You have to engage those disengaged, connect those disconnected and enable each one of the students to be able to visualize implications of your lessons …
I have never been a teacher despite my entire working experience is around academic institutions. I believe, ‘teaching is one of the Nobel professions’ and this is so much like a blanket statement that doesn’t satisfy actual need of teaching-learning process. Definitely, at varying stages of life I have come across different kind of teachers but what matters the most is whose lesson remains with me for how long and how would I apply those lessons appropriately.
Reflecting these lessons from my school days, I often evaluate how would I do the same job if given the opportunity. Now, to be able to empathize, training with the mentors from teachLAB gave me my first encouragement. I believe there are unlimited dimensions to be covered and enormous determinants to be followed to set a benchmark of your teaching.
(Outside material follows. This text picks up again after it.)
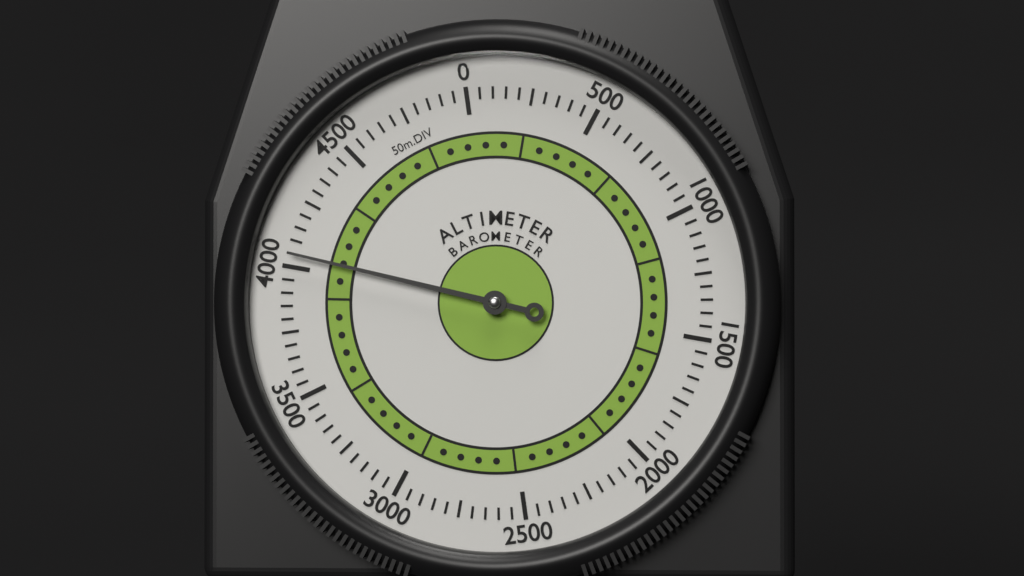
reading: 4050 m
You have to engage those disengaged, connect those disconnected and enable each one of the students to be able to visualize implications of your lessons in their respective setting. So, in a way the training with the facilitators did two significant things, actually three.
- Got me aware of the fact that teaching is not result oriented and can’t be evaluated continuously. It’s just a process where you’d be one aspect and your knowledge and skills to impart is ultimate.
- They taught me that, there’s not one universal process to teach, it’s completely correlated to the personality of the teacher, collective psychic of the class and applied creativity for optimum engagement.
- You can be the best teacher and the worst at the same time, the ultimate is your sincere effort and updated information sharing.
So, in those three days, I developed these opinions and I am sure of them being challenged in the next workshop. What matters ultimately for me is, the tools and techniques they use to challenge my mindset, and the continuous journey of unlearning they take you on.